Includes R&D cost reimbursement, upfront licensing fees, milestone payments, royalties from customer product sales, and technology access fees.

Revenue sharing

Includes revenue from a single legacy collaboration with Exela PharmSci. This is slowly becoming irrelevant.

Data sources: SEC filings.

Product revenue is the most reliable source of sales each quarter. Consider that in the first half of 2017, product revenue hit $12.1 million, up 74% from the first half of last year. The best part: There weren't any big, one-time orders driving the gains -- just more customers. After recently raising guidance, management expects product revenue of up to $27 million this year. 

In stark contrast, R&D revenue has been quite lumpy quarter to quarter. Codexis has signed one new major partner in each of the past few years, which results in large upfront payments in one quarter. Partners pay upfront to gain access to CodeEvolver, then they pay technology access fees over time. Enzymes created from the platform can then generate product revenue, milestone payments, royalties, or profit-sharing fees from product sales they enable. 

In fact, Codexis just announced its fourth major CodeEvolver license partner, Nestle Health Science, which will result in a $14 million upfront payment to be recorded in the fourth quarter. However, the deal was slightly different from past partnerships with Merck and GlaxoSmithKline. While Nestle Health Science scooped up a license to CodeEvolver for pharma and cosmetics applications, it also agreed to collaborate on clinical drug candidates Codexis has developed behind the scenes.
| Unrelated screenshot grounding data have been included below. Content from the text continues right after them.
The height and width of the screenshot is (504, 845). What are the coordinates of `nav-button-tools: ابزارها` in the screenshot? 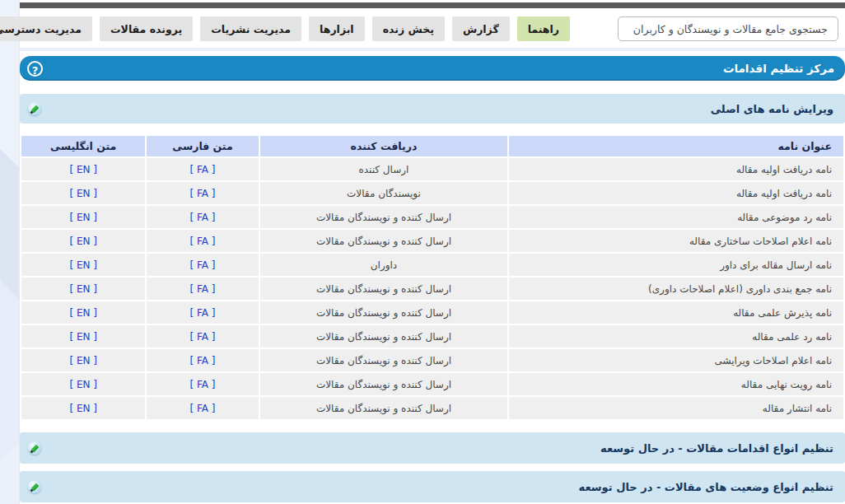 It's located at (337, 29).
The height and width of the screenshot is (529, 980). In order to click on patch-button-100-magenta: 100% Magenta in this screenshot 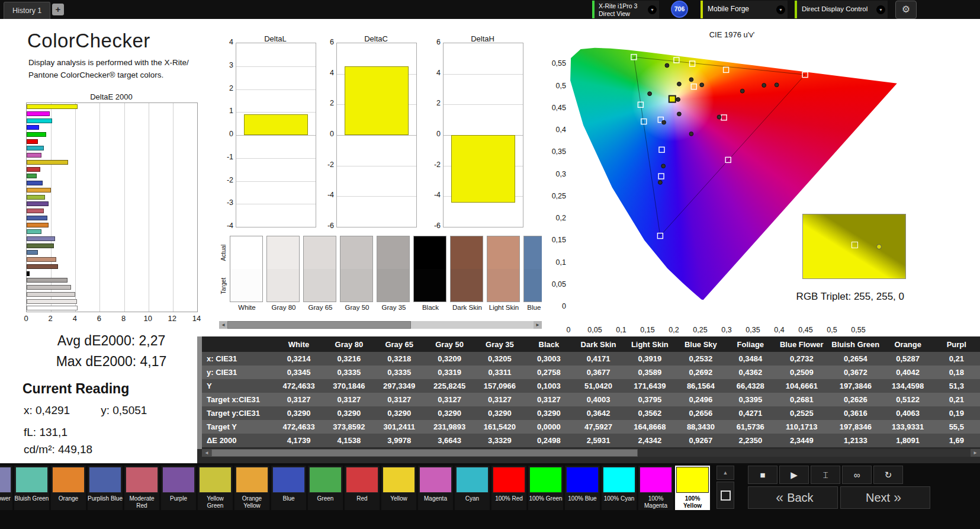, I will do `click(656, 488)`.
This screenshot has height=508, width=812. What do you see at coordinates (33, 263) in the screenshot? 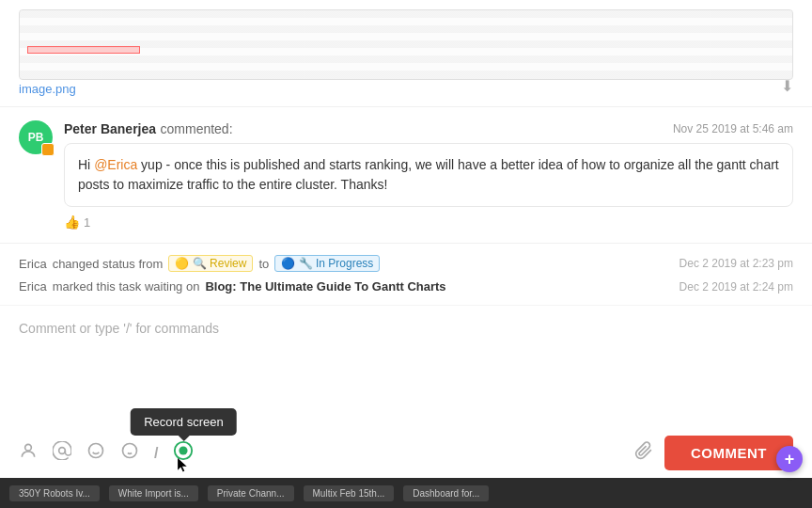
I see `status-actor-1: Erica` at bounding box center [33, 263].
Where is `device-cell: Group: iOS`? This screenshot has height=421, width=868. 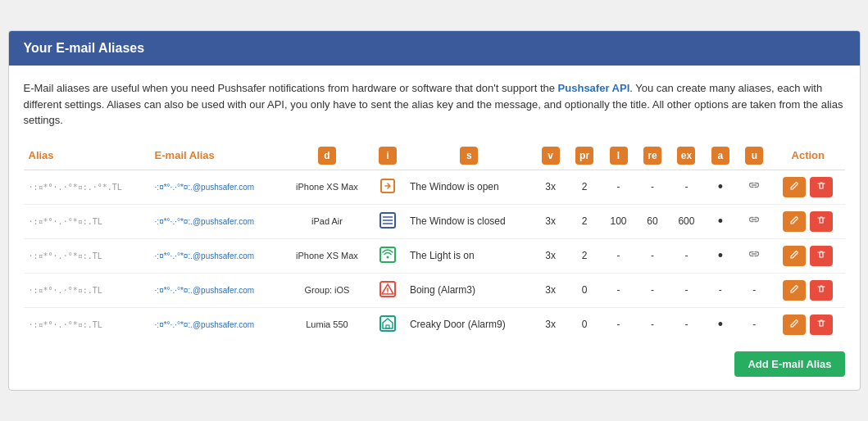
device-cell: Group: iOS is located at coordinates (326, 290).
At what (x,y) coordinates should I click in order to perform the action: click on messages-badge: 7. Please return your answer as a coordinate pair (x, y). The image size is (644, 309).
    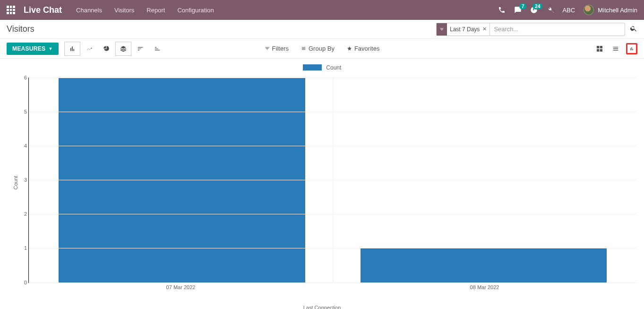
    Looking at the image, I should click on (523, 7).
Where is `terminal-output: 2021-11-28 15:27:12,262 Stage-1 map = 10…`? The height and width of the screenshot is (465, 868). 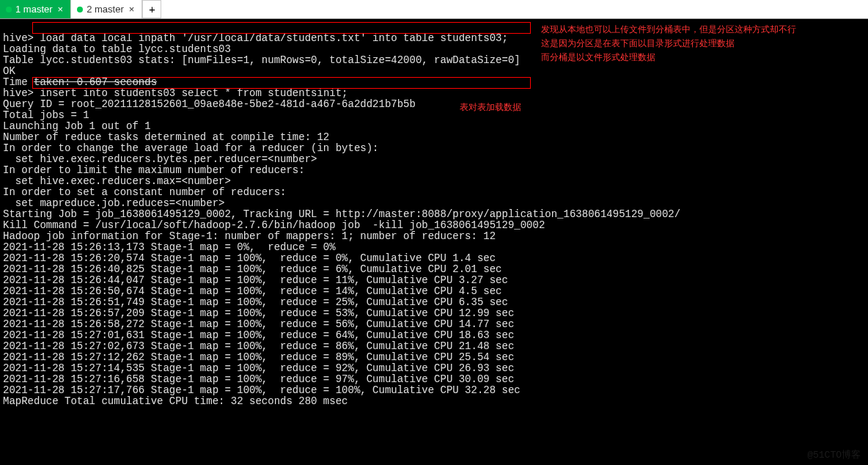
terminal-output: 2021-11-28 15:27:12,262 Stage-1 map = 10… is located at coordinates (258, 357).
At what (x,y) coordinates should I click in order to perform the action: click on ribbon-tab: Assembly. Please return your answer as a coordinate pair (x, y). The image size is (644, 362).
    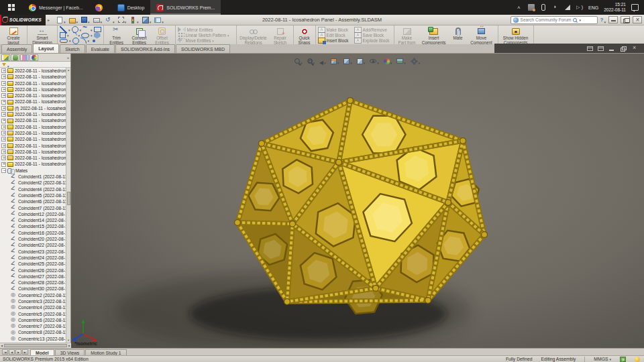
    Looking at the image, I should click on (17, 48).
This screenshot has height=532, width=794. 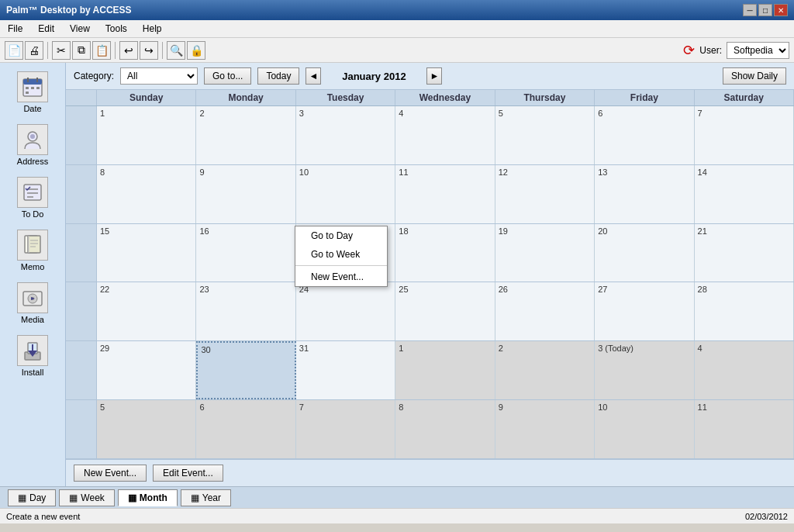 What do you see at coordinates (445, 253) in the screenshot?
I see `day-18: 18` at bounding box center [445, 253].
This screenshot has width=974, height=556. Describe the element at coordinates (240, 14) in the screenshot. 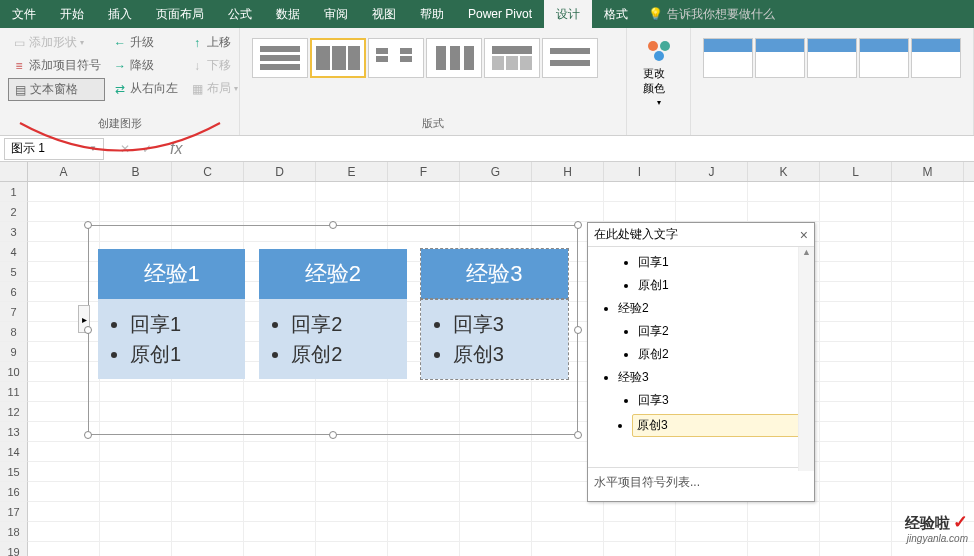

I see `menu-tab-公式: 公式` at that location.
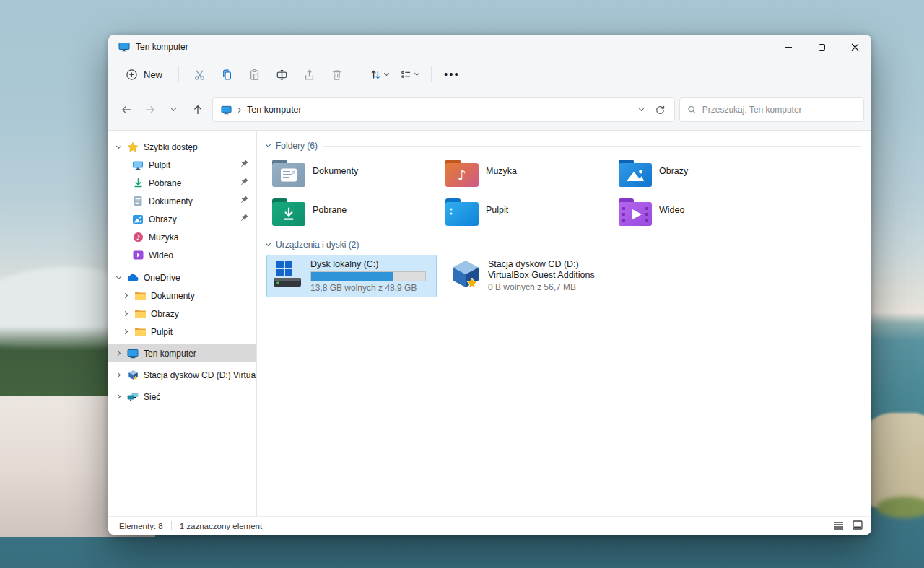 The height and width of the screenshot is (568, 924). I want to click on sidebar-item-label: Dokumenty, so click(170, 201).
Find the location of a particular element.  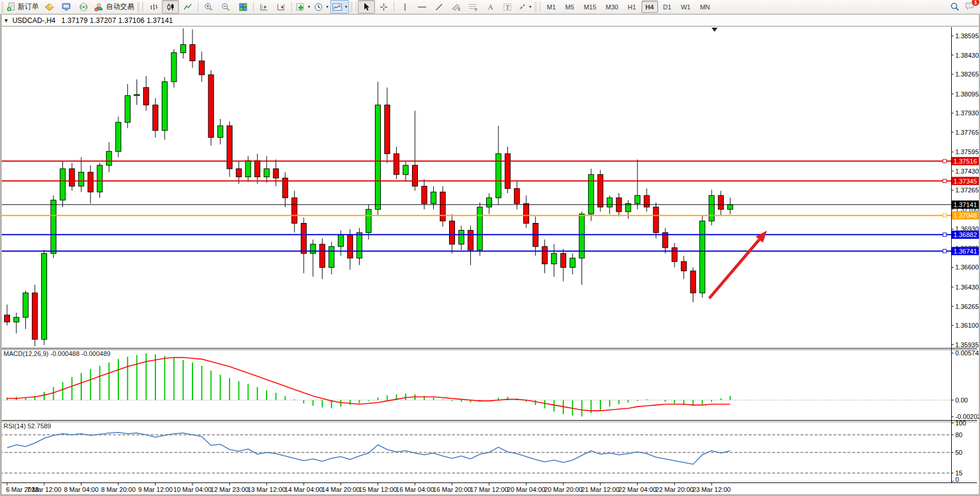

text-button: A is located at coordinates (490, 7).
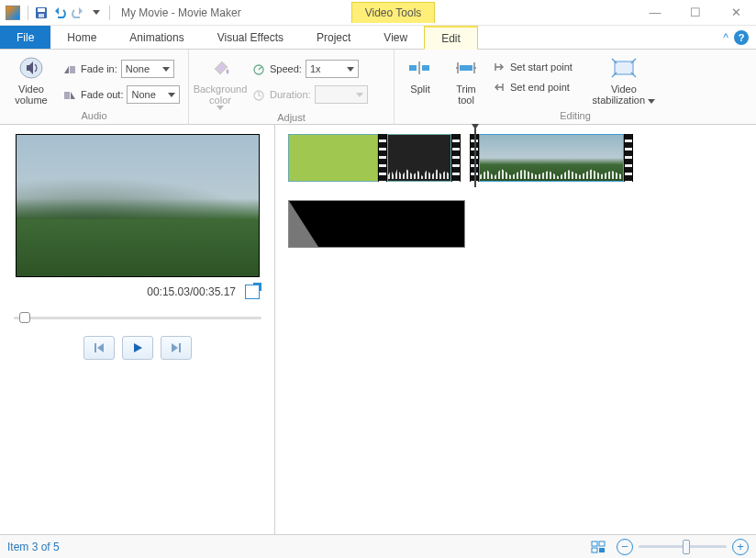  I want to click on zoom-slider, so click(683, 547).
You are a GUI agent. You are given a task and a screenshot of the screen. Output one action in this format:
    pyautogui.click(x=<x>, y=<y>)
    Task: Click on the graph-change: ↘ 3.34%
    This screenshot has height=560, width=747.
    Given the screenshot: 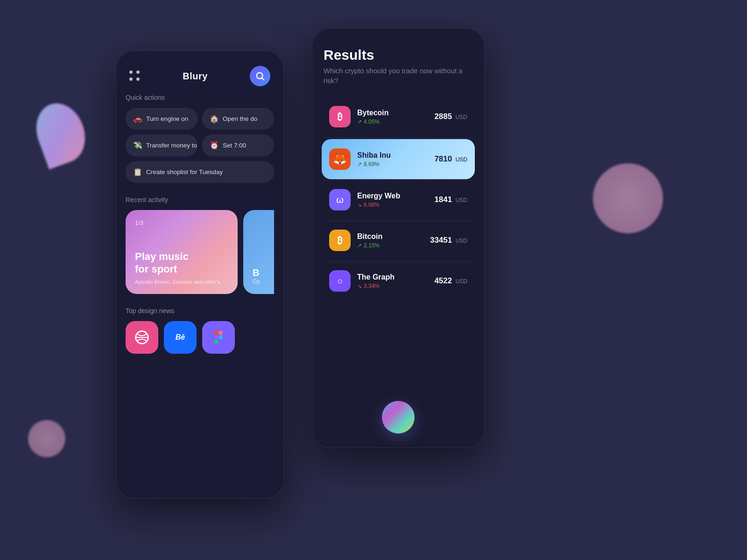 What is the action you would take?
    pyautogui.click(x=392, y=286)
    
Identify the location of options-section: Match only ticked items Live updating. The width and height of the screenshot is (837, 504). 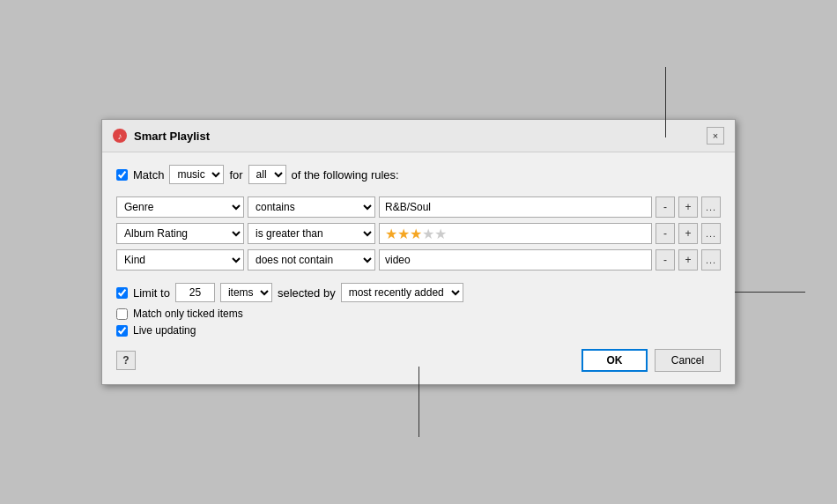
(418, 322).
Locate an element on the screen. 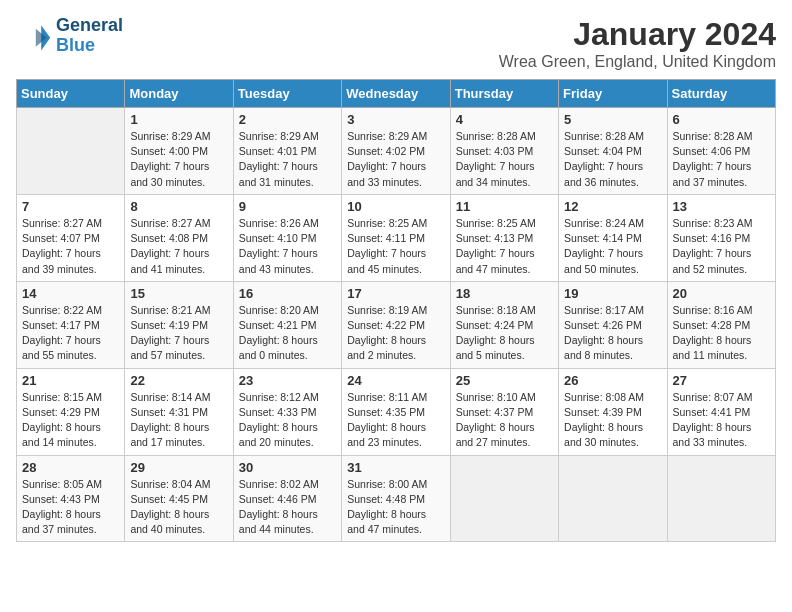  day-number: 18 is located at coordinates (504, 294).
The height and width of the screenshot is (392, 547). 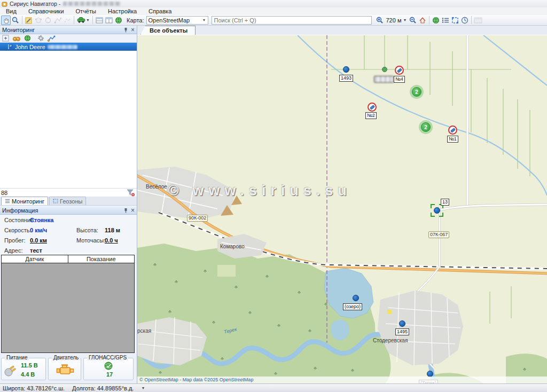 What do you see at coordinates (103, 388) in the screenshot?
I see `status-longitude: Долгота: 44.89855°в.д.` at bounding box center [103, 388].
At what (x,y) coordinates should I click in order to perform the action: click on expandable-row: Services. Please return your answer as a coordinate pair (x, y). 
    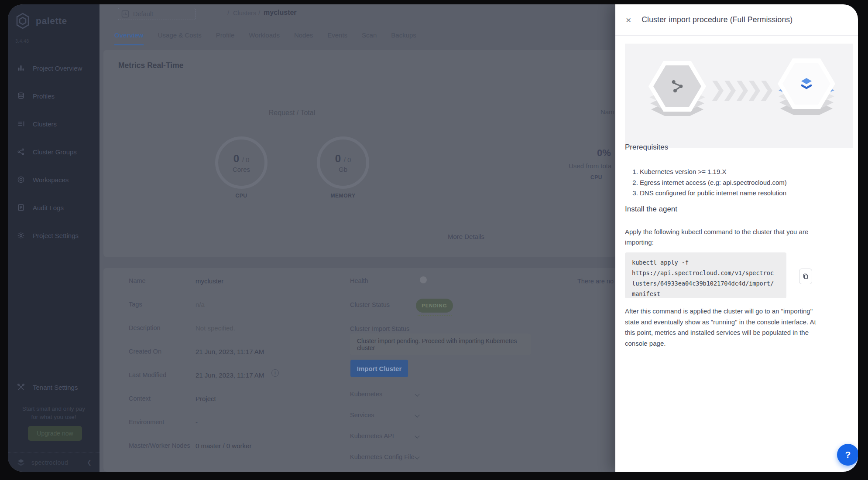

That's right, in addition to supplying enzymes to pharma customers to manufacture their own drugs, the small-cap company has decided to get in on the action.

In early 2018, Codexis will begin a phase 1 trial for an enzyme it developed as a potential treatment for a metabolic disorder called phenylketonuria. The enzyme biotherapeutic was designed using CodeEvolver to be 50 times more stable in a patient's gastrointestinal tract than previous drug candidates, which should not only allow for an oral dosing regimen (rather than an injection), but also for smaller doses overall. Nestle Health Science will be responsible for any development costs beyond the early stage trial, and it will provide Codexis potential milestone payments and royalties.

The high-margin enzyme supply business greatly de-risks Codexis' foray into the clinic, but that's just one of four new revenue streams being developed by the company. By the end of the decade, it could boast the following revenue streams:

  1. Enzymes for pharma manufacturing: The company's platform is currently generating revenue from five generic drugs and two patented drugs already on the market. Another five enzymes for drugs on the market are in development, in addition to enzymes for manufacturing 10 drug candidates in phase 2 or later. 
  2. Novel biotherapeutics: Codexis has five biologic drug candidates in its yet-to-be-released pipeline, including the one with Nestle Health Science. 
  3. Enzymes for food ingredient manufacturing: In December 2016, the company announced a major partnership with Tate & Lyle to supply enzymes for food manufacturing applications. One enzyme is generating product revenue today, and three more are in development. 
  4. Enzymes for molecular diagnostics: Codexis is actively developing an enzyme to be used in Next Generation Sequencing (NGS) and diagnostic applications. 
  5. Enzymes for industrial applications: The company has yet to announce specific candidates in this area, but other industrial biotech companies have entered the space with metalworking enzymes and those aimed at textiles manufacturing. 

That's quite the ramp-up in activity for a company that has historically relied almost exclusively on supplying enzymes for manufacturing small molecule drugs for pharma customers. Considering that the legacy business was just shy of allowing profitable companywide operations in 2015 and 2016, and given the rise in both margins and total revenue in 2017, the new revenue streams being developed may deliver positive EPS much sooner than Wall Street analysts expect. 

Codexis offers impressive growth, high margins, ample expansion opportunities, and a stock that is flying under the radar. That's why, at a market cap of just $335 million, this is one small-cap stock begging to be bought.